Higher idle temps, power consumption in the long run? Why cause this if can be avoided?
Nvidia's fix for multi monitor(where AMD have most issues) is to force full 3d clocks all the time, yes, its a complete "fix" but requires, I assume fiddling with clocks in the exact same way you'd want to for AMD to get decent 2d and 3d clock settings, so the end user situation for the "ultimate" setup is identical fixes for both AMD and Nvidia, yet some people will have you believe Nvidia can do no wrong and AMD fixes are impossible to find.
Of course, fixing the memory clock, has been known, and possible from DAY ONE of the 5xxx series release, in 6 months knowing all of AMD's issues Nvidia surely managed to fix the timing/memory issues that cause flickering in multimonitor situations to give proper idle clocks that don't flicker........ nope, they didn't get it working perfectly either, perfectly would be idle power clocks, fixed memory speed, and low heat/power output, they don't have that, so its certainly not perfect.
ATi cards have 3 basic clock profiles:
Idle - self explanatory; ~157MHz GPU, 300MHz Memory
Bluray/AVIVO - For when playing dvds, H/W accelerated videos and flash; ~400MHz Gpu, 900MHz Memory (hence the mem clock drops to 900MHz on youtube videos)
3D - Games; max clocks
It works as its supposed to, dont see what the complaint is about
This is where people forget the issues, firstly MS in Jan or so(when the grey screen issue appeared) changed power profiles and some situations in which they appear or not, grey screen bug happened when windows stopped sending out the right power state and AMD cards were trying to do something that required higher clocks, but not being told to clock up, clocking up the cards yourself meant you would NEVER see the grey screen, this started happening after a MS update and never happened before.

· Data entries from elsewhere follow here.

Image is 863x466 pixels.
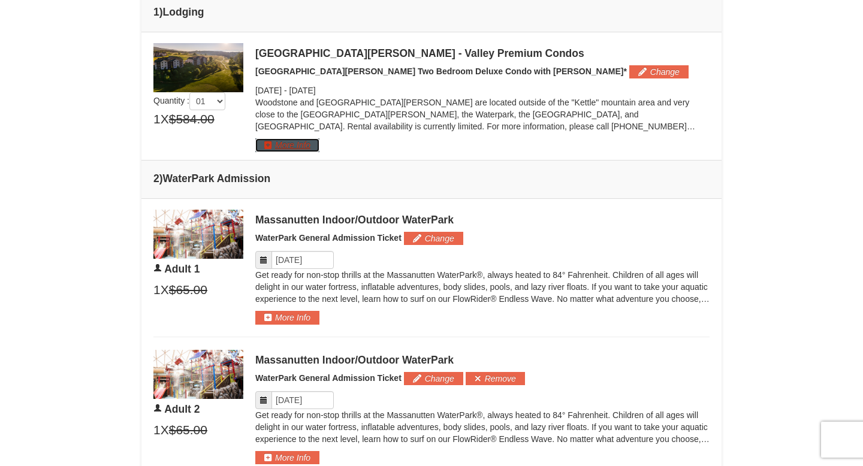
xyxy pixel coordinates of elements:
[153,281,161,299] span: 1
[255,47,709,59] div: [GEOGRAPHIC_DATA][PERSON_NAME] - Valley Premium Condos
[164,403,199,415] span: Adult 2
[153,421,161,439] span: 1
[255,409,709,445] p: Get ready for non-stop thrills at the Massanutten WaterPark®, always heated to 84° Fahrenheit. Ch...
[255,373,401,383] span: WaterPark General Admission Ticket
[255,354,709,366] div: Massanutten Indoor/Outdoor WaterPark
[289,86,316,95] span: [DATE]
[255,138,319,152] button: More Info
[159,6,163,18] span: )
[404,372,463,385] button: Change
[169,110,214,128] span: $584.00
[255,66,627,76] span: [GEOGRAPHIC_DATA][PERSON_NAME] Two Bedroom Deluxe Condo with [PERSON_NAME]*
[255,96,709,132] p: Woodstone and [GEOGRAPHIC_DATA][PERSON_NAME] are located outside of the "Kettle" mountain area an...
[255,233,401,243] span: WaterPark General Admission Ticket
[153,173,709,185] h4: 2 WaterPark Admission
[169,421,207,439] span: $65.00
[159,173,163,185] span: )
[153,96,225,105] span: Quantity :
[161,421,169,439] span: X
[161,281,169,299] span: X
[153,210,243,259] img: 6619917-1403-22d2226d.jpg
[255,214,709,226] div: Massanutten Indoor/Outdoor WaterPark
[255,269,709,305] p: Get ready for non-stop thrills at the Massanutten WaterPark®, always heated to 84° Fahrenheit. Ch...
[629,65,688,78] button: Change
[153,43,243,92] img: 19219041-4-ec11c166.jpg
[255,86,282,95] span: [DATE]
[284,86,287,95] span: -
[169,281,207,299] span: $65.00
[161,110,169,128] span: X
[255,451,319,464] button: More Info
[153,6,709,18] h4: 1 Lodging
[404,232,463,245] button: Change
[164,263,199,275] span: Adult 1
[255,311,319,324] button: More Info
[153,350,243,399] img: 6619917-1403-22d2226d.jpg
[465,372,525,385] button: Remove
[153,110,161,128] span: 1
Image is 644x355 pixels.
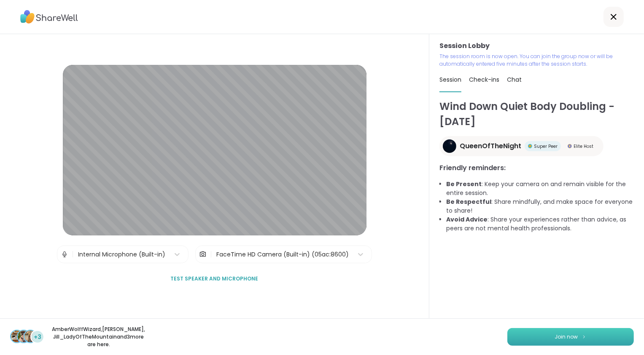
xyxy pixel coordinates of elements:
[528,144,532,148] img: Super Peer
[72,246,74,263] span: |
[440,99,634,129] h1: Wind Down Quiet Body Doubling - [DATE]
[446,215,488,224] b: Avoid Advice
[34,333,41,342] span: +3
[440,75,461,84] span: Session
[443,139,456,153] img: QueenOfTheNight
[555,333,578,341] span: Join now
[574,143,593,149] span: Elite Host
[78,250,165,259] div: Internal Microphone (Built-in)
[216,250,349,259] div: FaceTime HD Camera (Built-in) (05ac:8600)
[581,334,587,339] img: ShareWell Logomark
[51,326,146,348] p: AmberWolffWizard , [PERSON_NAME] , Jill_LadyOfTheMountain and 3 more are here.
[440,41,634,51] h3: Session Lobby
[11,331,23,343] img: AmberWolffWizard
[167,270,262,288] button: Test speaker and microphone
[446,180,482,188] b: Be Present
[446,215,634,233] li: : Share your experiences rather than advice, as peers are not mental health professionals.
[440,53,634,68] p: The session room is now open. You can join the group now or will be automatically entered five mi...
[469,75,499,84] span: Check-ins
[446,197,492,206] b: Be Respectful
[534,143,557,149] span: Super Peer
[20,7,78,26] img: ShareWell Logo
[440,163,634,173] h3: Friendly reminders:
[446,180,634,197] li: : Keep your camera on and remain visible for the entire session.
[507,75,522,84] span: Chat
[171,275,259,283] span: Test speaker and microphone
[18,331,29,343] img: Adrienne_QueenOfTheDawn
[199,246,207,263] img: Camera
[61,246,68,263] img: Microphone
[440,136,604,156] a: QueenOfTheNightQueenOfTheNightSuper PeerSuper PeerElite HostElite Host
[507,328,634,346] button: Join now
[460,141,521,151] span: QueenOfTheNight
[25,331,36,343] img: Jill_LadyOfTheMountain
[446,197,634,215] li: : Share mindfully, and make space for everyone to share!
[568,144,572,148] img: Elite Host
[210,246,212,263] span: |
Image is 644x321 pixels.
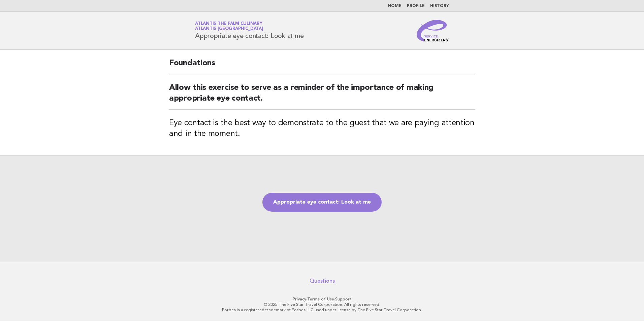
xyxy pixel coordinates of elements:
a: Terms of Use [307,297,335,302]
img: Service Energizers [417,20,449,42]
a: Questions [309,278,335,285]
p: · · [116,296,528,302]
h3: Eye contact is the best way to demonstrate to the guest that we are paying attention and in the m... [169,118,475,139]
a: Appropriate eye contact: Look at me [263,193,382,212]
h2: Foundations [169,58,475,75]
p: Forbes is a registered trademark of Forbes LLC used under license by The Five Star Travel Corpora... [116,307,528,313]
a: History [430,4,449,8]
h2: Allow this exercise to serve as a reminder of the importance of making appropriate eye contact. [169,83,475,110]
a: Atlantis The Palm CulinaryAtlantis [GEOGRAPHIC_DATA] [196,22,263,31]
a: Profile [408,4,425,8]
a: Privacy [293,297,307,302]
span: Atlantis [GEOGRAPHIC_DATA] [196,27,263,31]
h1: Appropriate eye contact: Look at me [196,22,304,39]
a: Support [336,297,352,302]
p: © 2025 The Five Star Travel Corporation. All rights reserved. [116,302,528,307]
a: Home [388,4,402,8]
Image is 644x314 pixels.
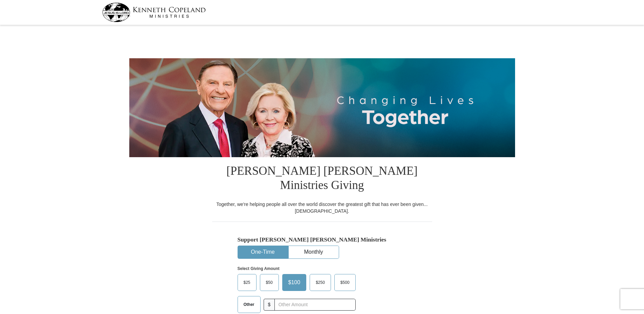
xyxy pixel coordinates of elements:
div: Together, we're helping people all over the world discover the greatest gift that has ever been g... [212,201,432,214]
h5: Support [PERSON_NAME] [PERSON_NAME] Ministries [238,236,407,243]
span: $250 [312,278,328,288]
strong: Select Giving Amount [238,266,280,271]
span: $500 [337,278,353,288]
h1: [PERSON_NAME] [PERSON_NAME] Ministries Giving [212,157,432,201]
input: Other Amount [274,299,355,311]
button: One-Time [238,246,288,258]
button: Monthly [289,246,339,258]
img: kcm-header-logo.svg [102,3,206,22]
span: $25 [241,278,254,288]
span: $ [264,299,275,311]
span: Other [241,300,258,310]
span: $50 [263,278,276,288]
span: $100 [285,278,304,288]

There are several power states required for various things, the problem is, after MS made a change, newer cards have a different bios to older cards to sort the situation in hardware, drivers now have to play with TWO sets of cards that have two sets of power state settings, and Nvidia only don't have this problem because their cards were so late that they learnt from AMD and the MS changes happened way before their release, it made it easier, and Nvidia as I said didn't "fix" the situation, they simply had a workaround to use much higher clocks and significantly higher power in certain situations, its a work around, a fix would enable low idle clocks in multimonitor situations.
ITs all a bit of a mess, power states, clocking up and down, people forget turning off parts of a core, clocking down, making a chip stable at several clock speeds and voltages requires extra transistors and core logic.
Its also a pain as the UVD type clock settings really screw things up, theres little point offloading workload from cpu to gpu, if it doesn't save power, if you have to power up your 5870/480 to full power to get a small youtube video in play, you're not saving power at all. On systems with decent cpu's windows should give you the option of not offloading the decoding of basic stuff to gpu's AT ALL, Nvidia or AMD, because its a waste of power to be honest. Yet play a 40gb bluray video and you might well want your gpu to be used.
Neither company has powerplay/(Nvidia's name for powerplay?) working right, both have loads of work arounds for many things, will be 2-3 generations before its all working perfectly, seemlessly and only uses the gpu when it actually saves power or when the cpu is incapable of doing the work alone.
As for the drivers, I have zero issues on 10.7 with xfire, bar setting my own clocks, which I prefer to do anyway and always have, Nvidia/AMD, because you can usually use lower voltage/clocks in just about all idle/2d load situations and higher voltage/clocks in 3d situations on every card I've ever bought, seems a waste not to set your own clocks/voltages for every setting.